Rangers actually went into the summer with a clear route mapped out. Nils Koppen had identified and worked on a number of deals over a period of time, then it was announced he was leaving. Even after that, he stayed on for roughly a month or so to try and make sure there was some sort of handover to Thelwell and Purdy on the recruitment side.
The idea seems to have been continuity: Koppen would help finish the business he had in motion, while the new structure bedded in. In theory, that should have meant a relatively smooth transition. In reality, almost all of that work ended up in the bin.
A gap between recruitment and the manager
By the time Russell Martin was properly in the building and looking at the squad, it was obvious he wanted a very different profile of player to what had been lined up. According to the account, pretty much every deal Koppen had been pushing was knocked back because they didn’t fit what Martin had in mind.
That would be fine if the timing had been right. The real problem is that a big chunk of the existing squad had already been moved on. Martin had made his calls on who wasn’t in his plans, players had started sorting out moves elsewhere, and there was no easy way to roll that back. So you end up with a squad being emptied while the replacement plan is effectively reset to zero.
The recruitment team suddenly find that months of prep work are basically wasted. The list of names, the phone calls, the groundwork with agents, all of it becomes background noise because the manager wants something else. That is exactly how you end up in a scramble late in the window.
Scrambling for alternatives and English market reliance
At that point, it falls on Thelwell, Purdy and Martin to try and build a new list at speed. Naturally they lean on what they know best and who they can get on the phone quickly, which means a heavy focus on contacts in England. You can see why that happens, but it narrows the market and ramps up the pressure when time is short.

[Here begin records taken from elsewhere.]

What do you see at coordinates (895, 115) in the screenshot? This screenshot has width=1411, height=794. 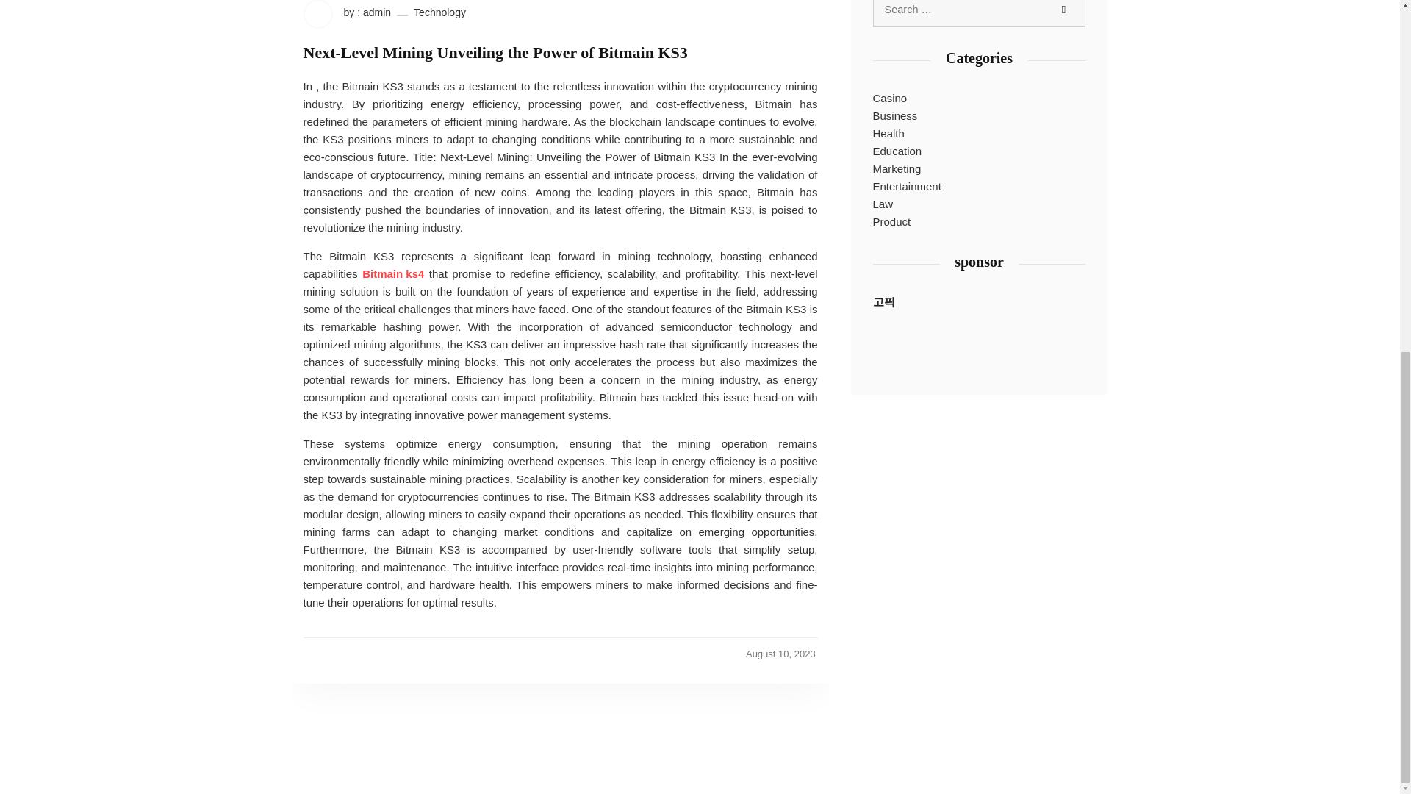 I see `Business` at bounding box center [895, 115].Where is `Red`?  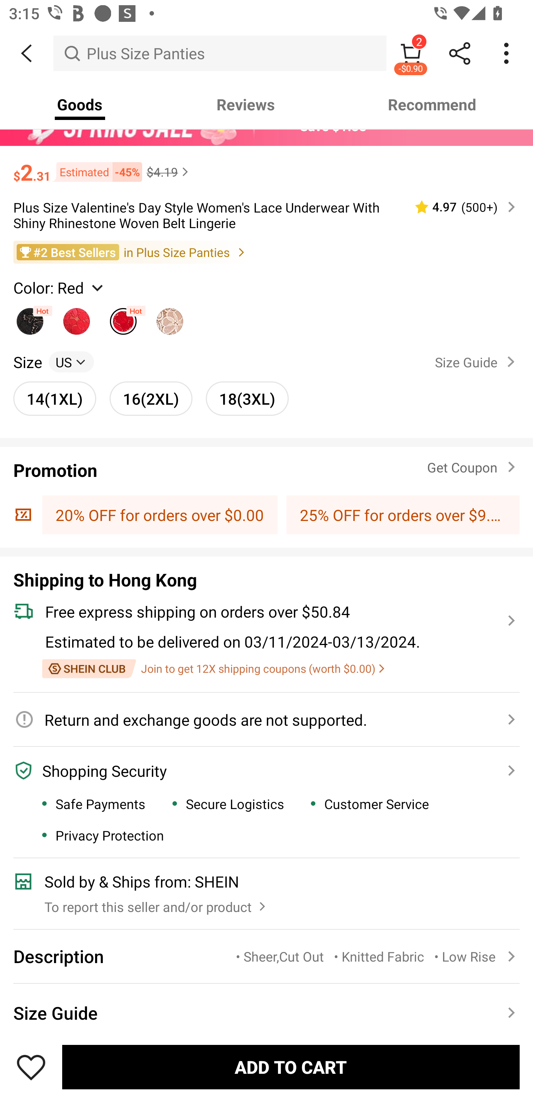 Red is located at coordinates (123, 318).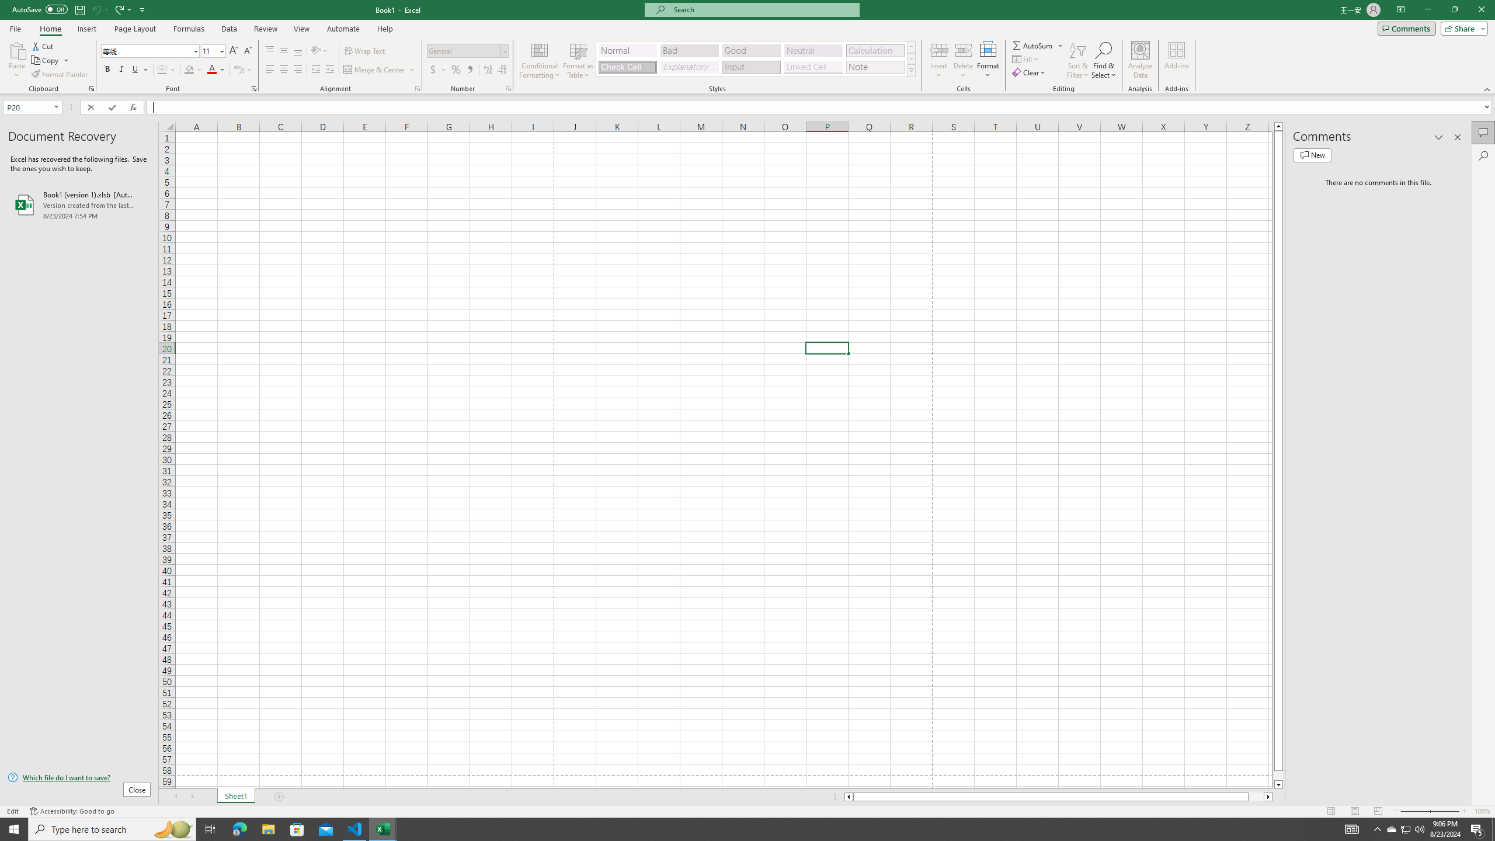 This screenshot has width=1495, height=841. Describe the element at coordinates (121, 70) in the screenshot. I see `Italic` at that location.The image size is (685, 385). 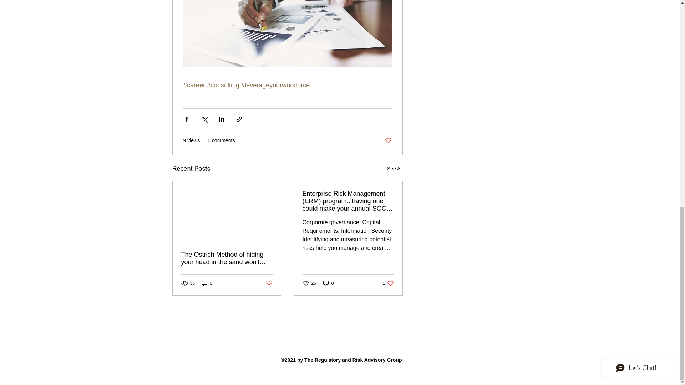 I want to click on Post not marked as liked, so click(x=395, y=169).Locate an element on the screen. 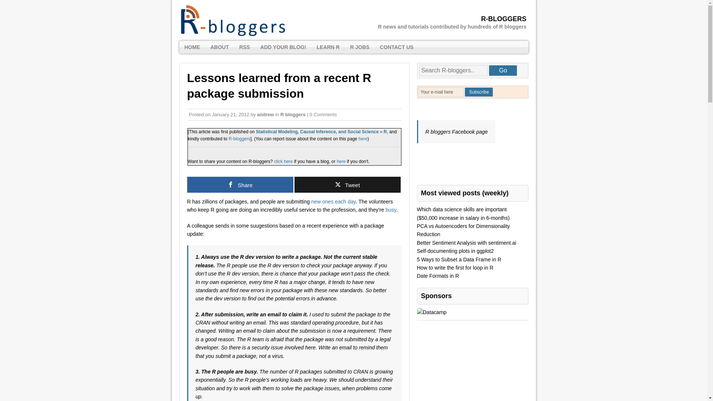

They did apparently try to go back to some of Koppen’s original targets, but football moves fast. Once players feel they’ve been messed about or left waiting, they don’t just sit on their hands. By the time Rangers circled back, some targets had already signed elsewhere, others had decided they weren’t interested after how things had been handled.
That’s how a window that started with a joined-up plan ends up looking disjointed from the outside. Not because there was no thinking at all, but because the club changed direction halfway through and couldn’t keep everyone aligned: recruitment, the manager and the players we were trying to sign.